Which is why this film also fell victim to Chinese censorship. In 2019 it was due to be screened in competition at the Berlinale and did not receive final approval from the authorities at the last minute when the festival was already underway. Zhang Yimou had to cut and reshoot. But even the current version does not play down the Cultural Revolution. She contrasts the glorifying father-daughter happy ending of “Heroic Sons and Daughters” with a subtle, authority-defying adoptive father-daughter story in the person of Zhang and the stray Liu.

Here the dream of film projection, of family life denied by the Cultural Revolution, there the salvation of humanity: still the projectionist loyal to the regime, forced to betray him, consoles Zhang with a secret gesture of solidarity that again damages the saved celluloid when the secret police catches the fugitive again.

Zhang Yimou made the film based on a narrative strand of the novel “The Criminal Lu Yanshi” by the Berlin-based writer Yan Geling, on the basis of which the screenplay for his “Coming Home” (2014) was created. After Yan Geling had criticized the Chinese Communist Party’s corona policy, among other things, her name was apparently removed from the credits of “One Second” under pressure from the censors.
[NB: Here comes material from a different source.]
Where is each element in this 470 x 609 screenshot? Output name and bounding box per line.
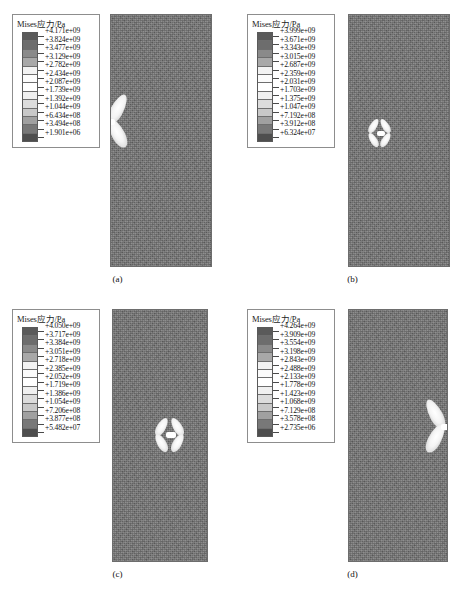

The author has now written to the film distributor DCM and the Berlin Yorck cinema group, asking them to correct the violation of copyright and reinsert their name.

At a preview in the Neuer Off on Sunday, Yan Geling protested with others in front of the Neukölln cinema: “Stop the Chinese censorship in Germany”. When asked, a Yorck spokeswoman said: “It is very important to us that the author gets her rights”. Geling’s name has now been added to the Yorck website, and there will be a notice board in the opening credits in the cinema. Her name can also be found under the credits on the film portal Mubi, where “One Second” will be shown from September 16th.